Dane snatched forth his first arrow. He nocked it. He drew. He aimed for the slit between Arathian shields.
He fired.
One soldier crumpled to the sand. But the rest of the line didn’t so much as falter. They but ran on, drawing closer by the moment.
“Bring them down!” Sir Conall barked again.
At his side, Thorley cursed under his breath as more arrows rained from their fingers. Dane could nearly taste the tension choking the archer ranks. They struggled to make a dent in the enemy’s numbers.
And then the first ladder slammed into place against the ramparts.
Out in the dunes, another horn blast sounded over the never-ending pulse of the drums. Dane could see war elephants incoming, each pulling something large behind it.
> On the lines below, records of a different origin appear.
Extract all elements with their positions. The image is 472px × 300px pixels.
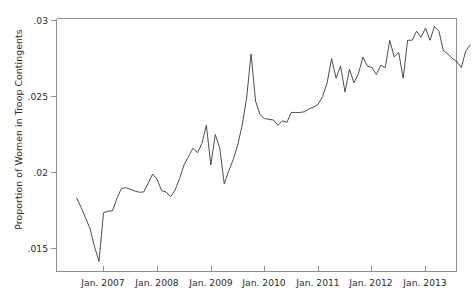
y-axis-title: Proportion of Women in Troop Contingents: [13, 10, 24, 250]
y-tick-label: .025: [28, 91, 48, 102]
y-tick-label: .03: [33, 15, 48, 26]
plot-canvas: [0, 0, 472, 300]
y-axis-ticks: [51, 21, 57, 249]
x-tick-label-2011: Jan. 2011: [296, 277, 339, 288]
data-series-line: [77, 27, 471, 262]
x-tick-label-2008: Jan. 2008: [135, 277, 178, 288]
plot-frame: [57, 19, 457, 272]
line-chart: Proportion of Women in Troop Contingents…: [0, 0, 472, 300]
x-tick-label-2007: Jan. 2007: [81, 277, 124, 288]
x-tick-label-2012: Jan. 2012: [349, 277, 392, 288]
x-tick-label-2009: Jan. 2009: [189, 277, 232, 288]
x-tick-label-2010: Jan. 2010: [242, 277, 285, 288]
y-tick-label: .02: [33, 167, 48, 178]
x-axis-ticks: [104, 266, 426, 272]
x-tick-label-2013: Jan. 2013: [403, 277, 446, 288]
y-tick-label: .015: [28, 243, 48, 254]
chart-screenshot: Proportion of Women in Troop Contingents…: [0, 0, 472, 300]
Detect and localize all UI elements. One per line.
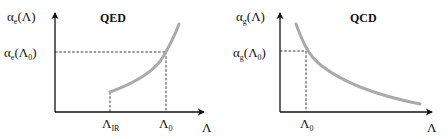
qcd-y-axis-label: αg(Λ) bbox=[236, 10, 265, 23]
qcd-title: QCD bbox=[350, 12, 377, 24]
qed-title: QED bbox=[100, 12, 126, 24]
diagram-graphics bbox=[0, 0, 448, 139]
qed-x-tick-ir: ΛIR bbox=[102, 117, 119, 130]
qcd-x-tick-0: Λ0 bbox=[300, 117, 313, 130]
qcd-panel bbox=[280, 13, 432, 112]
qed-panel bbox=[55, 13, 204, 112]
qed-x-tick-0: Λ0 bbox=[159, 117, 172, 130]
qed-x-axis-label: Λ bbox=[202, 121, 211, 134]
qed-y-ref-label: αe(Λ0) bbox=[4, 46, 36, 59]
qcd-x-axis-label: Λ bbox=[427, 121, 436, 134]
qcd-y-ref-label: αg(Λ0) bbox=[233, 46, 266, 59]
qed-coupling-curve bbox=[110, 24, 179, 92]
qed-y-axis-label: αe(Λ) bbox=[7, 10, 35, 23]
diagram-canvas: αe(Λ) αe(Λ0) QED ΛIR Λ0 Λ αg(Λ) αg(Λ0) Q… bbox=[0, 0, 448, 139]
qcd-coupling-curve bbox=[296, 24, 420, 104]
He narrowed his eyes against the purple shadows of the evening, trying to make sense of the strange wooden structures. “Are those siege towers or trebuchets, sir?”
“Trebuchets!” Sir Conall called, just as Dane drew the last arrow from his quiver. “Prepare to engage! We hold this wall, men. We hold this wall until our last breath.”
Two of the soldiers in their unit broke rank and hurried toward the nearest ladder. But when they tried to shove it from the wall, the soldier on the right abruptly tumbled from the ramparts and pitched into the night, screaming.
Dane flinched away from the sound.
The first Arathian appeared at the top of the ladder, wielding some sort of strange hooked weapon. Dane leveled his last arrow at the invading soldier and aimed for the slit in the Arathian’s helm. With a twang of his bowstring, he sent the man careening off the top of the wall.
But now he was out of arrows.
And the Arathians kept coming.
The enemy soldiers crawled their way onto the ramparts like so many ants; steel clashed against steel all down the length of the wall as other units engaged. Shouts rang out into the night. Desperation choked the air.
Setting aside his bow, Dane drew his axe and unslung his shield instead. He had never been any good with an axe. He was a hunter, not a soldier.
He should never have let Hedley talk him into enlisting in the army.
The Arathian before him wielded a weapon that reminded him of a sickle. When the man lunged, Dane just barely raised his shield in time to block the blow.
But at least he wasn’t facing the enemy alone.
Thorley stepped in and cracked the Arathian in the face with his own axe, sending the other soldier reeling. The Arathian’s helmet spun straight off his head with the blow. A scarf covered the lower half of his face.
And his pupils were eerily dilated.
The latter made the hairs on the back of Dane’s neck prickle.
A muffled laugh exploded from the Arathian when the enemy soldier lurched forward again, his sickle aiming for Thorley that time. Setting his jaw, Dane threw his entire weight behind smashing his shield into the Arathian’s shoulder. He drove the other off-balance so Thorley could get in another axe swing.
Within those close quarters, Dane’s nose burned with the desert dweller’s strange scent. He smelled bitter and unpleasant—like witchfire.
“Your phantom is quick, but not quick enough,” the Arathian taunted through the fabric of his scarf. And though the man spoke the common tongue, his accent was so thick it took Dane a few moments tounderstand his words.
When he did, Dane’s eyebrows furrowed. “Phantom? What phantom?”
“Incoming!” Sir Conall shouted again, just as some dark shape arced up and over the wall, launched from the closest trebuchet. Whatever it was, it brought with it the sickly sweet stench of death and something else.
Something that smelled just as bitter as the man before him.
“The Lady sends her regards,” the Arathian said in the moment before Thorley brought his axe down over the man’s head again.
The enemy dropped, limp, to their feet and Thorley growled, “You’re welcome, Wilsham.” But Dane had no reply.